Review: The Millionaire Next Door

The Millionaire Next Door is not a particularly subtle book. Published first in 1996, it draws a thesis based on hundreds of interviews of America’s millionaires, and beats it over the heads of its readers. Repeatedly.

The central, mind-blowing “surprising secret” is that a lot of millionaires have accumulated wealth slowly, and live below their means.

Granted, this book may be suffering from the same problem as A Random Walk Down Wall Street, in that the advice given – that would have been novel at its time – has been repeated so often that it is more cliche than insightful. Some argue that repeating a mantra of “spend less than you earn” is outright unhelpful and needless without further understanding of what actions to take.

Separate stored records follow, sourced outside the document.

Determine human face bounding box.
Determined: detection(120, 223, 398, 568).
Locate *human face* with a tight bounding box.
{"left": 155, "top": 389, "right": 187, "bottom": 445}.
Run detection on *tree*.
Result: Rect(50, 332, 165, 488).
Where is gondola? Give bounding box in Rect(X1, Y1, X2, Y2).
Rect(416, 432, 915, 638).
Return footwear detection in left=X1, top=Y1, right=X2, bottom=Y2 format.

In this regard, the caricatures used in the book don’t really help. Even if they’re real folks with real financial problems, their defining characteristics boil down to frivolous consumption, particularly on luxury goods; fancy cars, outsized mortgages and expensive suits are wheeled out as evidence of the lack of financial discipline. Altogether, it paints a picture of an unsustainable, hugely materialistic lifestyle that dooms its practitioners to a lifetime of dependence.

The research shows its age here, as the millennial generation has shown itself to care more about experiences than material goods. To be fair, there is also a level of unsustainability to spending paychecks on seeking thrills, but that doesn’t hit with the same amount of pretentiousness as unnecessary boats and luxury watches. The biggest weakness in this book is in how often – and predictable – it trots out the consumption boogey man only to rain down its repeated catastrophic predictions.

The Millionaire Next Door’s other annoying habit is invoking the millionaire label as little more than a status symbol. Seeing how it spends a lot of time striking down material status symbols, it’s frustrating that the authors don’t see the irony of solely obtaining a high (concentrated around the $1-10 million range) net worth as an end goal. Of course, there are implied benefits around financial security and retirement stability, but so many of its points end up with some variation of the notion that “if they had instead invested that money in x for y years, they’d already be a millionaire!”, as if the only thing that mattered was earning that label. There’s even a section in the book that draws out a fictional conversation between two government tax agents, starts with asking some good questions on the nature of accumulated wealth, only to farcically meander to the idea that the government encourages frivolous spending to goose tax revenues.

Like A Random Walk, I feel like The Millionaire Next Door may be a classic that is an interesting read for academic purposes, but whose advice has not aged as well as I would have hoped.